I’m not here to get in a +measuring contest with friedo.
I am tired out from along days traveling, and my feet and/arms are hurting. If I want to stand still on it I will. Fuck you. You can walk around me or you can relax and get over yourself and your oh-so-important need to be somewhere two seconds sooner for a moment.
The wiki entry on slidewalk suggests that the term applies to larger scale streets that move that are capable of supporting buildings, and that it originated with H.G. Wells in When The Sleeper Wakes.
I still like that term for conventional moving sidewalks, as it is the same concept, just a matter of scale, and the term is nifty.
Hey you. And you and you and you.
I’m older than you. I have leg problems. I can walk short distances but longer walks, like the mile plus between terminals, are physically painful. No, I don’t need a wheelchair. I don’t need to tie one up or get an attendant to push me. That’s simply insulting to those who require them. I stand on the right to rest my legs and don’t get in your way at all. You don’t know who I am or why I’m standing there. I am legion.
Grow up.
Slidewalk as a word is not in the Wells book, at least not in the two editions I searched.
An ngrams search seems to confirm that Heinlein coined the term.
Good! One less person to get in my way.
I call them travelators or moving walkways, but I’m loving the term “slidewalk” (I hadn’t heard it before today.)
My airport has them but very few people actually use them. I did see someone going the wrong way on one the other day (they didn’t appear to be having fun or being silly and yes they were an adult.)
“Moving walkway” is the term I have always heard traveling around the USA, with “People mover” used more often for tram-type rigs that take you between terminals.
Meanwhile, at SJU it has been since some time back when I could take my own water through the checkpoint that theirs have actually moved, so I would not know what we’d call them around here…
I sympathize, but technically I don’t think the complainers are talking about those people who stand on the right. They are complaining about those who make it impossible to walk on the thing by either standing side by side with another person (i.e. one person standing on the left), or by putting their luggage beside themselves and blocking the left side. It’s the age-old complaint about the clueless who don’t understand about standing on the right and walking on the left (or the other way around in some countries).
Personally, I don’t like those things and I prefer to walk on the regular floor.
Roddy
Or at Washington Dulles, “moon buggies”.
Would an airplane on one of those slidewalks be able to take off?
I’ve always wanted to try that, to see how difficult it would be to cover the full distance going the wrong way. I know I can do it on escalators.
Heinlein was using it in in 1947 or 1948, but Fritz Leiber seems to have used it first in his story Sanity, published in Astounding Science Fiction, April 1944. You can see this in a Google Books search, or here or here.
This page claims Leiber’s story dates from 1941, but I think it’s wrong, as it conflicts with this list of stories in Astounding and the info Google finds.
Here’s a video on YouTube showing a moving sidewalk in operation in the year 1900.
You appear to be right. Brave New Words also gives Leiber’s 1944 usage as first. Like Wells, Heinlein used the concept earlier but not the name. He called them roads throughout “The Roads Must Roll”. However, he used the word repeatedly from 1947 on and most people associate the term with him and he falsely gets retroactive credit for the 1940 story.
It’s another example of the weird way that derivative science fiction is thought to be inventive because the real-world items have been totally forgotten while science fiction lives on. Moving sidewalks were found everywhere in early century popular science articles after that Paris Expo use you cite, which is where it really caught on.
Today you can find several websites dedicated to unearthing these things, but for decades this was the province of specialist historians. A huge hunk of history hidden in plain sight.
Yeah. I can clearly hear in my head the female voice at O’Hare: “Caution! The moving walkway is ending.”
Too many trips through ORD in my life; that woman’s voice is etched in my brain. “Caution. The moving walkway is now ending. Please look down.”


What to do :: Set down the full listing below word for word; pictures stay out of the copy.

━━ Raw data ━━

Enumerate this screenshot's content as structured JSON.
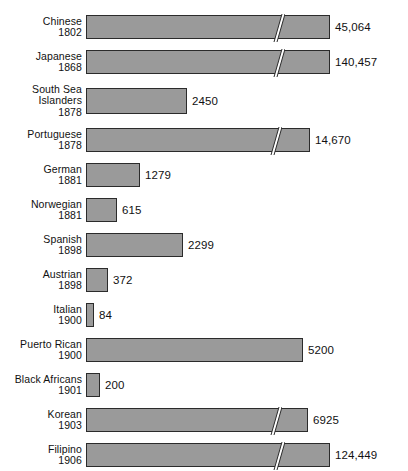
{
  "chart_data": {
    "type": "bar",
    "title": "",
    "subtitle": "",
    "xlabel": "",
    "ylabel": "",
    "orientation": "horizontal",
    "grid": false,
    "legend": null,
    "axis_break": true,
    "axis_break_note": "Diagonal white slash on long bars indicates a scale break (truncated axis).",
    "bar_color": "#9a9a9a",
    "bar_border_color": "#2b2b2b",
    "background_color": "#ffffff",
    "text_color": "#111111",
    "categories": [
      "Chinese 1802",
      "Japanese 1868",
      "South Sea Islanders 1878",
      "Portuguese 1878",
      "German 1881",
      "Norwegian 1881",
      "Spanish 1898",
      "Austrian 1898",
      "Italian 1900",
      "Puerto Rican 1900",
      "Black Africans 1901",
      "Korean 1903",
      "Filipino 1906",
      "American Caucasian 1908",
      "Russian 1909"
    ],
    "values": [
      45064,
      140457,
      2450,
      14670,
      1279,
      615,
      2299,
      372,
      84,
      5200,
      200,
      6925,
      124449,
      100,
      110
    ],
    "value_labels": [
      "45,064",
      "140,457",
      "2450",
      "14,670",
      "1279",
      "615",
      "2299",
      "372",
      "84",
      "5200",
      "200",
      "6925",
      "124,449",
      "100",
      "110"
    ],
    "bars": [
      {
        "name_lines": [
          "Chinese"
        ],
        "year": "1802",
        "value": 45064,
        "value_label": "45,064",
        "pixel_width": 244,
        "broken": true,
        "break_at_px": 185
      },
      {
        "name_lines": [
          "Japanese"
        ],
        "year": "1868",
        "value": 140457,
        "value_label": "140,457",
        "pixel_width": 244,
        "broken": true,
        "break_at_px": 185
      },
      {
        "name_lines": [
          "South Sea",
          "Islanders"
        ],
        "year": "1878",
        "value": 2450,
        "value_label": "2450",
        "pixel_width": 101,
        "broken": false,
        "break_at_px": null
      },
      {
        "name_lines": [
          "Portuguese"
        ],
        "year": "1878",
        "value": 14670,
        "value_label": "14,670",
        "pixel_width": 224,
        "broken": true,
        "break_at_px": 182
      },
      {
        "name_lines": [
          "German"
        ],
        "year": "1881",
        "value": 1279,
        "value_label": "1279",
        "pixel_width": 54,
        "broken": false,
        "break_at_px": null
      },
      {
        "name_lines": [
          "Norwegian"
        ],
        "year": "1881",
        "value": 615,
        "value_label": "615",
        "pixel_width": 31,
        "broken": false,
        "break_at_px": null
      },
      {
        "name_lines": [
          "Spanish"
        ],
        "year": "1898",
        "value": 2299,
        "value_label": "2299",
        "pixel_width": 97,
        "broken": false,
        "break_at_px": null
      },
      {
        "name_lines": [
          "Austrian"
        ],
        "year": "1898",
        "value": 372,
        "value_label": "372",
        "pixel_width": 22,
        "broken": false,
        "break_at_px": null
      },
      {
        "name_lines": [
          "Italian"
        ],
        "year": "1900",
        "value": 84,
        "value_label": "84",
        "pixel_width": 8,
        "broken": false,
        "break_at_px": null
      },
      {
        "name_lines": [
          "Puerto Rican"
        ],
        "year": "1900",
        "value": 5200,
        "value_label": "5200",
        "pixel_width": 217,
        "broken": false,
        "break_at_px": null
      },
      {
        "name_lines": [
          "Black Africans"
        ],
        "year": "1901",
        "value": 200,
        "value_label": "200",
        "pixel_width": 14,
        "broken": false,
        "break_at_px": null
      },
      {
        "name_lines": [
          "Korean"
        ],
        "year": "1903",
        "value": 6925,
        "value_label": "6925",
        "pixel_width": 222,
        "broken": true,
        "break_at_px": 182
      },
      {
        "name_lines": [
          "Filipino"
        ],
        "year": "1906",
        "value": 124449,
        "value_label": "124,449",
        "pixel_width": 244,
        "broken": true,
        "break_at_px": 185
      },
      {
        "name_lines": [
          "American",
          "Caucasian"
        ],
        "year": "1908",
        "value": 100,
        "value_label": "100",
        "pixel_width": 9,
        "broken": false,
        "break_at_px": null
      },
      {
        "name_lines": [
          "Russian"
        ],
        "year": "1909",
        "value": 110,
        "value_label": "110",
        "pixel_width": 10,
        "broken": false,
        "break_at_px": null
      }
    ]
  }
}
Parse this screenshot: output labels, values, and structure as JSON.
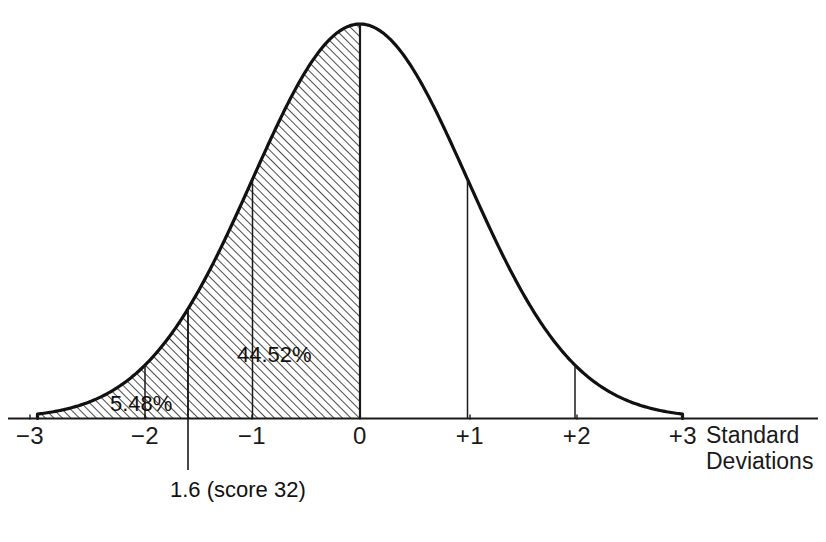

━━━

Exercise solution ::
Enumerate this screenshot's content as structured JSON.
{
  "chart_data": {
    "type": "bar",
    "title": "",
    "subtitle": "",
    "xlabel": "",
    "ylabel": "",
    "orientation": "horizontal",
    "grid": false,
    "legend": null,
    "axis_break": true,
    "axis_break_note": "Diagonal white slash on long bars indicates a scale break (truncated axis).",
    "bar_color": "#9a9a9a",
    "bar_border_color": "#2b2b2b",
    "background_color": "#ffffff",
    "text_color": "#111111",
    "categories": [
      "Chinese 1802",
      "Japanese 1868",
      "South Sea Islanders 1878",
      "Portuguese 1878",
      "German 1881",
      "Norwegian 1881",
      "Spanish 1898",
      "Austrian 1898",
      "Italian 1900",
      "Puerto Rican 1900",
      "Black Africans 1901",
      "Korean 1903",
      "Filipino 1906",
      "American Caucasian 1908",
      "Russian 1909"
    ],
    "values": [
      45064,
      140457,
      2450,
      14670,
      1279,
      615,
      2299,
      372,
      84,
      5200,
      200,
      6925,
      124449,
      100,
      110
    ],
    "value_labels": [
      "45,064",
      "140,457",
      "2450",
      "14,670",
      "1279",
      "615",
      "2299",
      "372",
      "84",
      "5200",
      "200",
      "6925",
      "124,449",
      "100",
      "110"
    ],
    "bars": [
      {
        "name_lines": [
          "Chinese"
        ],
        "year": "1802",
        "value": 45064,
        "value_label": "45,064",
        "pixel_width": 244,
        "broken": true,
        "break_at_px": 185
      },
      {
        "name_lines": [
          "Japanese"
        ],
        "year": "1868",
        "value": 140457,
        "value_label": "140,457",
        "pixel_width": 244,
        "broken": true,
        "break_at_px": 185
      },
      {
        "name_lines": [
          "South Sea",
          "Islanders"
        ],
        "year": "1878",
        "value": 2450,
        "value_label": "2450",
        "pixel_width": 101,
        "broken": false,
        "break_at_px": null
      },
      {
        "name_lines": [
          "Portuguese"
        ],
        "year": "1878",
        "value": 14670,
        "value_label": "14,670",
        "pixel_width": 224,
        "broken": true,
        "break_at_px": 182
      },
      {
        "name_lines": [
          "German"
        ],
        "year": "1881",
        "value": 1279,
        "value_label": "1279",
        "pixel_width": 54,
        "broken": false,
        "break_at_px": null
      },
      {
        "name_lines": [
          "Norwegian"
        ],
        "year": "1881",
        "value": 615,
        "value_label": "615",
        "pixel_width": 31,
        "broken": false,
        "break_at_px": null
      },
      {
        "name_lines": [
          "Spanish"
        ],
        "year": "1898",
        "value": 2299,
        "value_label": "2299",
        "pixel_width": 97,
        "broken": false,
        "break_at_px": null
      },
      {
        "name_lines": [
          "Austrian"
        ],
        "year": "1898",
        "value": 372,
        "value_label": "372",
        "pixel_width": 22,
        "broken": false,
        "break_at_px": null
      },
      {
        "name_lines": [
          "Italian"
        ],
        "year": "1900",
        "value": 84,
        "value_label": "84",
        "pixel_width": 8,
        "broken": false,
        "break_at_px": null
      },
      {
        "name_lines": [
          "Puerto Rican"
        ],
        "year": "1900",
        "value": 5200,
        "value_label": "5200",
        "pixel_width": 217,
        "broken": false,
        "break_at_px": null
      },
      {
        "name_lines": [
          "Black Africans"
        ],
        "year": "1901",
        "value": 200,
        "value_label": "200",
        "pixel_width": 14,
        "broken": false,
        "break_at_px": null
      },
      {
        "name_lines": [
          "Korean"
        ],
        "year": "1903",
        "value": 6925,
        "value_label": "6925",
        "pixel_width": 222,
        "broken": true,
        "break_at_px": 182
      },
      {
        "name_lines": [
          "Filipino"
        ],
        "year": "1906",
        "value": 124449,
        "value_label": "124,449",
        "pixel_width": 244,
        "broken": true,
        "break_at_px": 185
      },
      {
        "name_lines": [
          "American",
          "Caucasian"
        ],
        "year": "1908",
        "value": 100,
        "value_label": "100",
        "pixel_width": 9,
        "broken": false,
        "break_at_px": null
      },
      {
        "name_lines": [
          "Russian"
        ],
        "year": "1909",
        "value": 110,
        "value_label": "110",
        "pixel_width": 10,
        "broken": false,
        "break_at_px": null
      }
    ]
  }
}
Parse this screenshot: output labels, values, and structure as JSON.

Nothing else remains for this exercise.